Hamilton explained that a national bank would provide a safe depository for government funds, regulate banking practices around the country, provide a uniform currency, provide capital for investments and industry, and loan the government money in times of emergency. Hamilton saw it as no less than an engine of national prosperity and a necessary ancillary to his overall plan.

THE OPPOSITION
Banks had long been controversial, and were commonly associated with mercantile countries such as England and Holland. Madison, again leading the opposition along with a majority of southerners, raised the familiar point that the bank was another policy which would only benefit merchants and speculators, not the planters and yeomanry of which the country was largely comprised.

Madison challenged the bank proposal by claiming that it was unconstitutional. Arguing for strict construction of the constitution, he stated that since the constitution did not explicitly sanction such action, the United States government had no power to create a bank or any other type of corporation.

The plan for the bank was passed by congress under circumstances that would become increasingly alarming: the vote was split between the north and south--the southerners being uniformly opposed to the bank, the north, which held the majority of mercantile interest, in favor.

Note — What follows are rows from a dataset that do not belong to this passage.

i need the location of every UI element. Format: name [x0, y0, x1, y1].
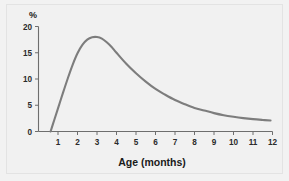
y-axis-label: % — [29, 10, 37, 20]
x-tick-label: 1 — [56, 138, 61, 147]
y-tick-label: 10 — [23, 75, 33, 84]
x-tick-label: 11 — [249, 138, 258, 147]
y-tick-label: 20 — [23, 23, 33, 32]
chart-figure: 05101520 123456789101112 % Age (months) — [0, 0, 289, 181]
x-tick-label: 5 — [134, 138, 139, 147]
x-tick-label: 9 — [212, 138, 217, 147]
y-tick-group: 05101520 — [23, 23, 39, 137]
x-tick-label: 12 — [268, 138, 278, 147]
data-curve — [51, 37, 271, 132]
x-tick-label: 7 — [173, 138, 178, 147]
x-tick-group: 123456789101112 — [56, 132, 278, 147]
x-tick-label: 8 — [192, 138, 197, 147]
data-curve-group — [51, 37, 271, 132]
x-tick-label: 6 — [153, 138, 158, 147]
x-tick-label: 2 — [75, 138, 80, 147]
y-tick-label: 0 — [27, 128, 32, 137]
x-tick-label: 10 — [229, 138, 239, 147]
x-tick-label: 4 — [114, 138, 119, 147]
x-tick-label: 3 — [95, 138, 100, 147]
x-axis-label: Age (months) — [118, 156, 186, 168]
line-chart-plot: 05101520 123456789101112 % Age (months) — [0, 0, 289, 181]
axes-group — [39, 27, 273, 132]
y-tick-label: 15 — [23, 49, 33, 58]
y-tick-label: 5 — [27, 101, 32, 110]
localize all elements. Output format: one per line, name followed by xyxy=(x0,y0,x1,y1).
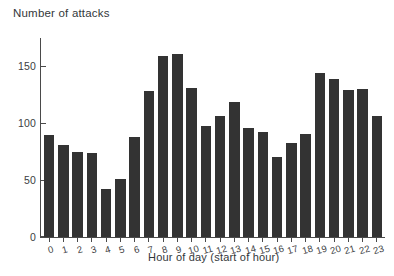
x-axis-tick xyxy=(205,238,206,242)
x-axis-tick xyxy=(376,238,377,242)
x-axis-tick xyxy=(277,238,278,242)
x-axis-tick xyxy=(220,238,221,242)
bar xyxy=(72,152,83,237)
x-axis-tick-label: 23 xyxy=(369,242,387,257)
bar xyxy=(44,135,55,237)
bar xyxy=(229,102,240,237)
y-axis-tick-label: 100 xyxy=(12,117,36,129)
x-axis-tick xyxy=(234,238,235,242)
bar xyxy=(286,143,297,237)
y-axis-title: Number of attacks xyxy=(13,7,110,19)
bar xyxy=(58,145,69,237)
x-axis-tick xyxy=(334,238,335,242)
y-axis-line xyxy=(40,38,41,238)
x-axis-tick xyxy=(163,238,164,242)
bar xyxy=(300,134,311,237)
bar xyxy=(87,153,98,237)
x-axis-tick xyxy=(348,238,349,242)
bar xyxy=(129,137,140,237)
x-axis-tick xyxy=(191,238,192,242)
x-axis-title: Hour of day (start of hour) xyxy=(148,251,279,263)
x-axis-tick xyxy=(291,238,292,242)
x-axis-tick xyxy=(134,238,135,242)
bar xyxy=(343,90,354,237)
bar xyxy=(186,88,197,237)
bar xyxy=(144,91,155,237)
x-axis-tick xyxy=(49,238,50,242)
y-axis-tick-label: 50 xyxy=(12,174,36,186)
x-axis-tick xyxy=(177,238,178,242)
bar xyxy=(172,54,183,237)
bar xyxy=(372,116,383,237)
x-axis-tick xyxy=(262,238,263,242)
x-axis-tick xyxy=(148,238,149,242)
y-axis-tick xyxy=(41,123,46,124)
bar xyxy=(258,132,269,237)
bar xyxy=(329,79,340,237)
bar xyxy=(243,128,254,237)
y-axis-tick-label: 150 xyxy=(12,60,36,72)
bar xyxy=(215,116,226,237)
bar xyxy=(357,89,368,237)
y-axis-tick-label: 0 xyxy=(12,231,36,243)
x-axis-tick xyxy=(91,238,92,242)
bar xyxy=(101,189,112,237)
bar-chart: Number of attacks 050100150 012345678910… xyxy=(0,0,394,276)
bar xyxy=(115,179,126,237)
x-axis-tick xyxy=(63,238,64,242)
y-axis-tick xyxy=(41,66,46,67)
x-axis-tick xyxy=(77,238,78,242)
x-axis-tick xyxy=(319,238,320,242)
bar xyxy=(158,56,169,237)
x-axis-tick xyxy=(362,238,363,242)
x-axis-tick xyxy=(120,238,121,242)
bar xyxy=(201,126,212,237)
x-axis-tick xyxy=(106,238,107,242)
x-axis-tick xyxy=(248,238,249,242)
bar xyxy=(272,157,283,237)
bar xyxy=(315,73,326,237)
x-axis-tick xyxy=(305,238,306,242)
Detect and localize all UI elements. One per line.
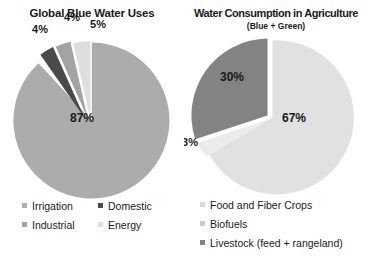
legend-item-biofuels[interactable]: Biofuels bbox=[200, 215, 368, 232]
chart-panel-global-blue-water-uses: Global Blue Water Uses 87% 4% 5% 4% bbox=[0, 0, 184, 263]
legend-swatch-irrigation bbox=[22, 203, 27, 208]
legend-swatch-biofuels bbox=[200, 221, 205, 226]
chart-panel-water-consumption-agriculture: Water Consumption in Agriculture (Blue +… bbox=[184, 0, 368, 263]
chart-title-left: Global Blue Water Uses bbox=[0, 0, 184, 20]
legend-swatch-energy bbox=[98, 222, 103, 227]
pie-slice-industrial[interactable] bbox=[56, 42, 88, 118]
two-pie-chart-figure: Global Blue Water Uses 87% 4% 5% 4% bbox=[0, 0, 368, 263]
legend-right: Food and Fiber Crops Biofuels Livestock … bbox=[184, 196, 368, 251]
legend-label-energy: Energy bbox=[108, 217, 141, 233]
legend-label-livestock: Livestock (feed + rangeland) bbox=[210, 235, 343, 251]
pie-slice-irrigation[interactable] bbox=[13, 43, 169, 199]
pie-slice-biofuels[interactable] bbox=[197, 119, 269, 156]
legend-label-industrial: Industrial bbox=[32, 217, 75, 233]
legend-swatch-domestic bbox=[98, 203, 103, 208]
legend-swatch-food-and-fiber-crops bbox=[200, 202, 205, 207]
pie-left-svg: 87% 4% 5% 4% bbox=[0, 0, 184, 205]
legend-item-food-and-fiber-crops[interactable]: Food and Fiber Crops bbox=[200, 196, 368, 213]
legend-item-irrigation[interactable]: Irrigation bbox=[22, 198, 98, 214]
pie-chart-left: 87% 4% 5% 4% bbox=[0, 0, 184, 205]
legend-left: Irrigation Domestic Industrial Energy bbox=[0, 196, 184, 234]
pie-slice-food-and-fiber-crops[interactable] bbox=[209, 40, 353, 194]
legend-label-food-and-fiber-crops: Food and Fiber Crops bbox=[210, 197, 312, 213]
pie-label-irrigation: 87% bbox=[70, 111, 94, 125]
pie-slice-livestock[interactable] bbox=[191, 39, 267, 140]
chart-title-right: Water Consumption in Agriculture bbox=[184, 0, 368, 20]
pie-label-food-and-fiber-crops: 67% bbox=[282, 111, 306, 125]
legend-item-industrial[interactable]: Industrial bbox=[22, 217, 98, 233]
pie-label-domestic: 4% bbox=[32, 23, 48, 35]
legend-label-biofuels: Biofuels bbox=[210, 216, 247, 232]
pie-slice-domestic[interactable] bbox=[40, 47, 84, 118]
chart-subtitle-right: (Blue + Green) bbox=[184, 20, 368, 31]
pie-label-livestock: 30% bbox=[220, 70, 244, 84]
legend-item-livestock[interactable]: Livestock (feed + rangeland) bbox=[200, 234, 368, 251]
pie-slice-energy[interactable] bbox=[73, 41, 90, 119]
legend-swatch-livestock bbox=[200, 240, 205, 245]
legend-item-energy[interactable]: Energy bbox=[98, 217, 178, 233]
legend-label-irrigation: Irrigation bbox=[32, 198, 73, 214]
legend-swatch-industrial bbox=[22, 222, 27, 227]
legend-label-domestic: Domestic bbox=[108, 198, 152, 214]
pie-label-biofuels: 3% bbox=[184, 136, 198, 148]
legend-item-domestic[interactable]: Domestic bbox=[98, 198, 178, 214]
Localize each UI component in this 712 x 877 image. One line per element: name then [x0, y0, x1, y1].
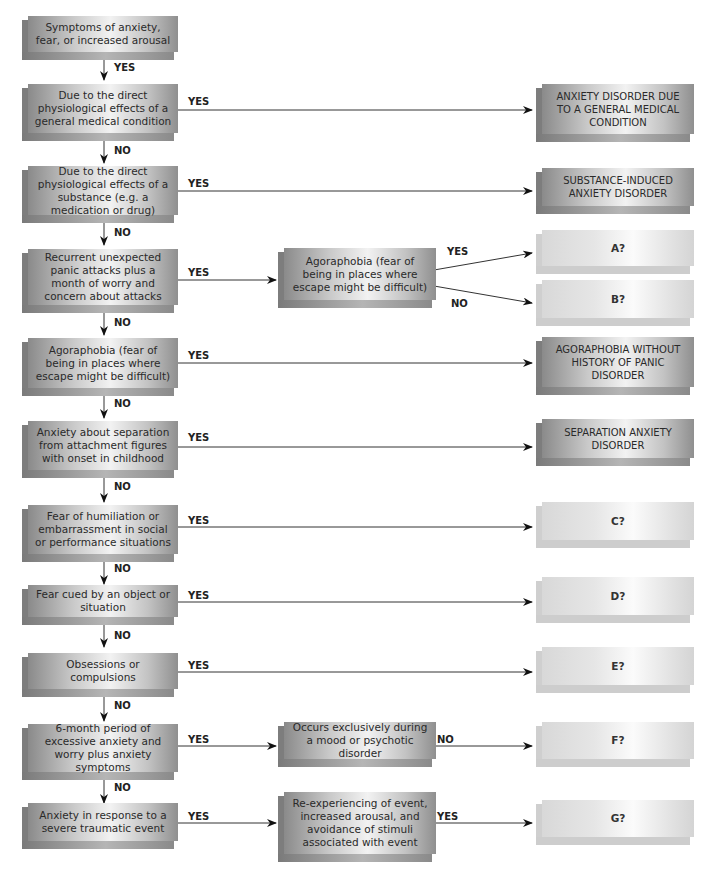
edge-label-yes: YES: [188, 178, 209, 189]
edge-label-yes: YES: [188, 660, 209, 671]
edge-label-yes: YES: [114, 62, 135, 73]
box-bottom: [536, 615, 690, 623]
box-bottom: [22, 617, 174, 625]
box-bottom: [22, 388, 174, 396]
outcome-text: E?: [542, 647, 694, 685]
outcome-text: D?: [542, 577, 694, 615]
outcome-separation-anxiety: SEPARATION ANXIETY DISORDER: [536, 419, 694, 466]
box-bottom: [22, 52, 174, 60]
decision-substance: Due to the direct physiological effects …: [22, 166, 178, 223]
decision-text: Fear cued by an object or situation: [28, 585, 178, 617]
outcome-d: D?: [536, 577, 694, 623]
outcome-text: SEPARATION ANXIETY DISORDER: [542, 419, 694, 458]
outcome-agoraphobia-no-panic: AGORAPHOBIA WITHOUT HISTORY OF PANIC DIS…: [536, 337, 694, 395]
box-bottom: [536, 759, 690, 767]
decision-text: Due to the direct physiological effects …: [28, 84, 178, 133]
box-bottom: [536, 266, 690, 274]
outcome-text: G?: [542, 800, 694, 837]
edge-label-no: NO: [114, 700, 131, 711]
decision-mood-psychotic: Occurs exclusively during a mood or psyc…: [278, 722, 436, 767]
edge-label-no: NO: [114, 782, 131, 793]
outcome-e: E?: [536, 647, 694, 693]
box-bottom: [278, 854, 432, 862]
edge-label-yes: YES: [188, 515, 209, 526]
decision-agoraphobia-with-panic: Agoraphobia (fear of being in places whe…: [278, 248, 436, 308]
box-bottom: [536, 837, 690, 845]
box-bottom: [22, 133, 174, 141]
decision-panic-attacks: Recurrent unexpected panic attacks plus …: [22, 249, 178, 313]
decision-text: Agoraphobia (fear of being in places whe…: [28, 338, 178, 388]
decision-text: Recurrent unexpected panic attacks plus …: [28, 249, 178, 305]
edge-label-no: NO: [114, 630, 131, 641]
outcome-text: AGORAPHOBIA WITHOUT HISTORY OF PANIC DIS…: [542, 337, 694, 387]
outcome-substance-induced: SUBSTANCE-INDUCED ANXIETY DISORDER: [536, 168, 694, 214]
decision-medical-condition: Due to the direct physiological effects …: [22, 84, 178, 141]
edge-label-yes: YES: [188, 350, 209, 361]
outcome-text: F?: [542, 722, 694, 759]
outcome-b: B?: [536, 280, 694, 326]
box-bottom: [278, 759, 432, 767]
outcome-medical-condition: ANXIETY DISORDER DUE TO A GENERAL MEDICA…: [536, 84, 694, 142]
decision-symptoms: Symptoms of anxiety, fear, or increased …: [22, 16, 178, 60]
edge-label-no: NO: [114, 563, 131, 574]
decision-6-month: 6-month period of excessive anxiety and …: [22, 724, 178, 780]
edge-label-yes: YES: [188, 590, 209, 601]
box-bottom: [22, 305, 174, 313]
box-bottom: [22, 841, 174, 849]
decision-text: Obsessions or compulsions: [28, 653, 178, 689]
box-bottom: [536, 134, 690, 142]
box-bottom: [536, 387, 690, 395]
edge-label-yes: YES: [188, 432, 209, 443]
edge-label-no: NO: [437, 734, 454, 745]
edge-label-yes: YES: [437, 811, 458, 822]
outcome-text: A?: [542, 230, 694, 266]
decision-text: Anxiety in response to a severe traumati…: [28, 803, 178, 841]
decision-humiliation: Fear of humiliation or embarrassment in …: [22, 505, 178, 562]
decision-separation: Anxiety about separation from attachment…: [22, 421, 178, 478]
decision-text: Due to the direct physiological effects …: [28, 166, 178, 215]
decision-agoraphobia: Agoraphobia (fear of being in places whe…: [22, 338, 178, 396]
decision-obsessions: Obsessions or compulsions: [22, 653, 178, 697]
edge-label-no: NO: [114, 481, 131, 492]
edge-label-no: NO: [451, 298, 468, 309]
outcome-text: ANXIETY DISORDER DUE TO A GENERAL MEDICA…: [542, 84, 694, 134]
box-bottom: [536, 540, 690, 548]
outcome-a: A?: [536, 230, 694, 274]
decision-text: Occurs exclusively during a mood or psyc…: [284, 722, 436, 759]
outcome-text: SUBSTANCE-INDUCED ANXIETY DISORDER: [542, 168, 694, 206]
outcome-text: C?: [542, 502, 694, 540]
edge-label-yes: YES: [447, 246, 468, 257]
box-bottom: [536, 458, 690, 466]
decision-text: Symptoms of anxiety, fear, or increased …: [28, 16, 178, 52]
decision-re-experiencing: Re-experiencing of event, increased arou…: [278, 792, 436, 862]
decision-text: Anxiety about separation from attachment…: [28, 421, 178, 470]
decision-text: Fear of humiliation or embarrassment in …: [28, 505, 178, 554]
box-bottom: [22, 554, 174, 562]
decision-text: 6-month period of excessive anxiety and …: [28, 724, 178, 772]
box-bottom: [22, 689, 174, 697]
outcome-c: C?: [536, 502, 694, 548]
edge-label-yes: YES: [188, 267, 209, 278]
box-bottom: [22, 470, 174, 478]
decision-text: Re-experiencing of event, increased arou…: [284, 792, 436, 854]
box-bottom: [536, 685, 690, 693]
decision-text: Agoraphobia (fear of being in places whe…: [284, 248, 436, 300]
edge-label-no: NO: [114, 398, 131, 409]
box-bottom: [536, 206, 690, 214]
outcome-g: G?: [536, 800, 694, 845]
box-bottom: [536, 318, 690, 326]
edge-label-yes: YES: [188, 811, 209, 822]
outcome-text: B?: [542, 280, 694, 318]
decision-fear-object: Fear cued by an object or situation: [22, 585, 178, 625]
box-bottom: [278, 300, 432, 308]
edge-label-yes: YES: [188, 96, 209, 107]
edge-label-no: NO: [114, 317, 131, 328]
edge-label-no: NO: [114, 227, 131, 238]
decision-traumatic-event: Anxiety in response to a severe traumati…: [22, 803, 178, 849]
edge-label-yes: YES: [188, 734, 209, 745]
outcome-f: F?: [536, 722, 694, 767]
edge-label-no: NO: [114, 145, 131, 156]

When the bill hit Washington's desk, the President was already harboring strong doubts about the constitutionality of the bank. Washington was poised to veto the bill, but first asked both Attorney General Edmund Randolph and Jefferson for their opinions. Both wrote in support of a veto on constitutional grounds. Washington forwarded their responses to Hamilton informing him that if he did not provide a convincing response, he would have to veto the bank plan. Hamilton did not disappoint. Within a few days, Hamilton handed back his now famous Opinion on the Constitutionality of the Bank. His lengthy response was no less than an exhaustive treatise on implied powers of the constitution. Interestingly, the basic argument he used was originated by Madison himself in the Federalist, (no. 44) that "wherever the end is required, the means are authorized; wherever a general power to do a thing is given, every particular power necessary for doing it is included."

Realizing that the statement in itself would surely give rise to moral objections, Hamilton issued a qualified version: "[the government has] a right to employ all the means requisite, and fairly applicable to the attainment of the ends of such power; and which are not precluded by restrictions & exceptions specified in the constitution; or not immoral, or not contrary to the essential ends of political society."

The argument swayed Washington, who passed the bank bill in February of 1791.